In 1964, ceramicist Florence Jean Ellsworth designed the People Lovers line for the company. Consisting of flat slabs of clay cut into the shapes of people and animals and colorfully decorated, People Lovers wares were intended to be hung on walls or under overhangs. It was a breakthrough design for the company, as the pieces were not only wildly popular but also were quick and inexpensive to produce, and the company’s focus shifted away from flowerpots and crocks to People Lovers products.

When Welsh retired from the business in 1973, the company continued to operate under the ownership of James William Romanick.

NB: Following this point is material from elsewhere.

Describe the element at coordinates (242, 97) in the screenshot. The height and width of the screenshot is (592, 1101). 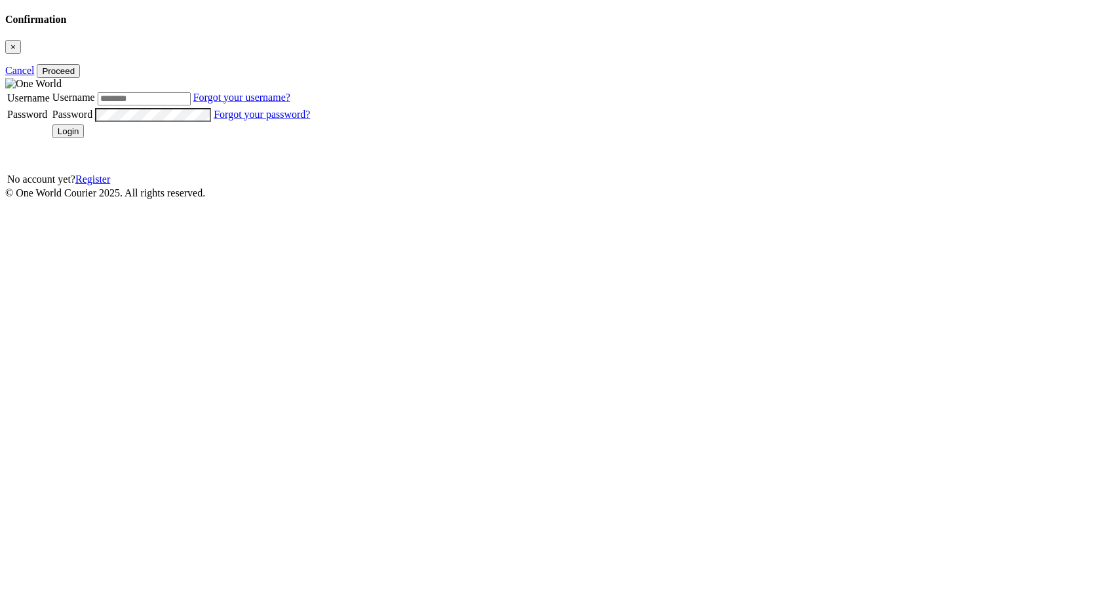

Pacific Stoneware closed its doors for good in December 1986. Its final advertisement in the Oregonian announced that the “103 year ceramic mfg. was quitting business” and offered “wind chimes, planters, vases, wine carafes, etc.” in a liquidation sale.

 

  • Ad for Pacific Stoneware, Morning Oregonian, Nov. 12, 1913.

    Courtesy Oregon Historic Newspapers

  • Pacific Stoneware participated in the 1911 Made-in-Oregon Exposition, held at Meier & Frank, Portland.

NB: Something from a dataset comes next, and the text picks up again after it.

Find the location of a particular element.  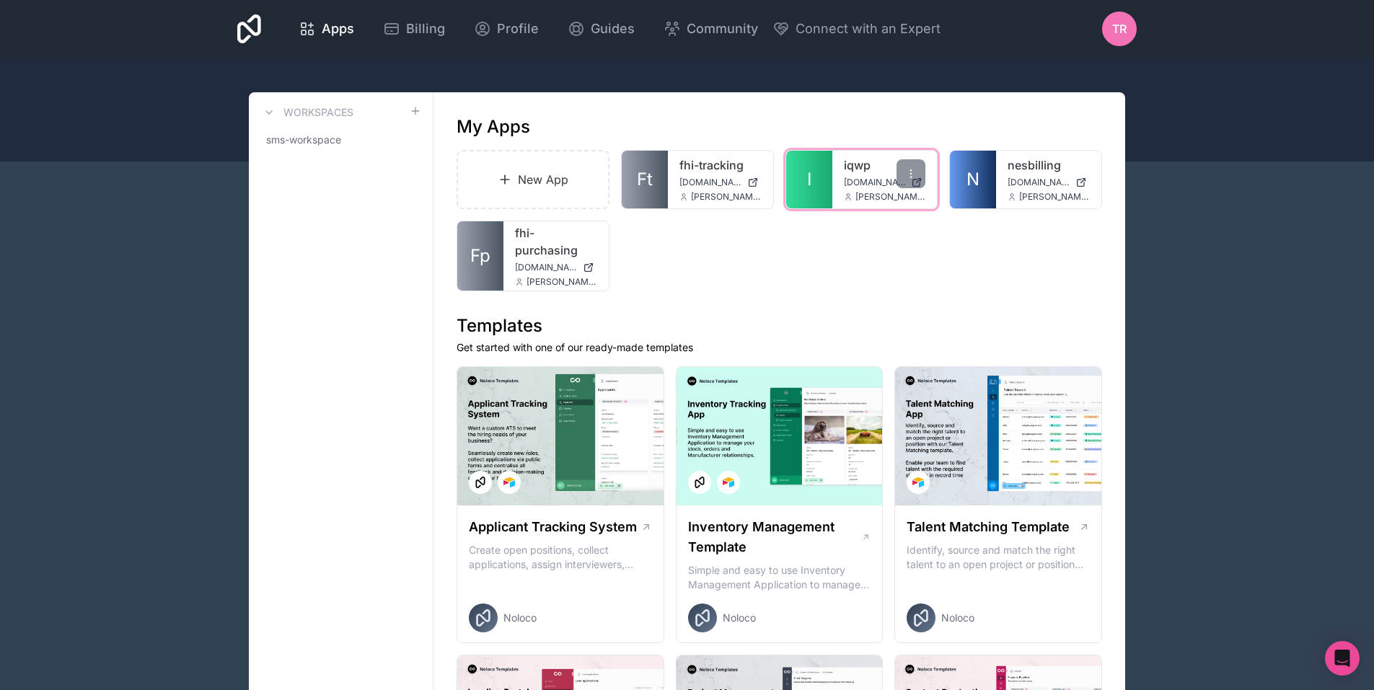

h1: Applicant Tracking System is located at coordinates (552, 527).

    Courtesy Historic Oregon Newspapers

Slide carouosel left Slide carousel right

Related Entries

Map This on the Oregon History WayFinder

The Oregon History Wayfinder is an interactive map that identifies significant places, people, and events in Oregon history.

Further Reading

Ewing, Ellen. "Pacific Stoneware." Ceramics Monthly (October 1967): 27-29. 

Gaston, Joseph. Portland, Oregon, its history and builders: in connection with the antecedent explorations, discoveries and movements of the pioneers that selected the site for the great city of the Pacific. Vol. 3. Chicago, IL: S.J. Clarke Pub. Co., 1911.

Lockley, Fred. History of the Columbia River Valley from the Dalles to the sea. Vol. 3. Chicago: S.J. Clarke Pub. Co., 1928.

Pratt, Gerry. "Old Pottery Maker Turns to Gift Line." Portland Oregonian, June 3, 1973. 

"Pacific Stoneware Production Expands." The Ore Bin 24.1 (January 1962): 13. Accessed March 1, 2017. http://www.oregongeology.org/pubs/og/OBv24all.pdf.

"Big Plant Burns down. Pacific Stoneware Company Has $10,000 Blaze." Portland Oregonian, August 28, 1920.

Lundberg, Robert. "Oregon Places: The Art Room in the Oregon Building: Oregon Arts and Crafts in 1915." Oregon Historical Quarterly 101.2 (2000): 214-27. 

Oregon Historical Society Research Library, Portland. Mss 1713.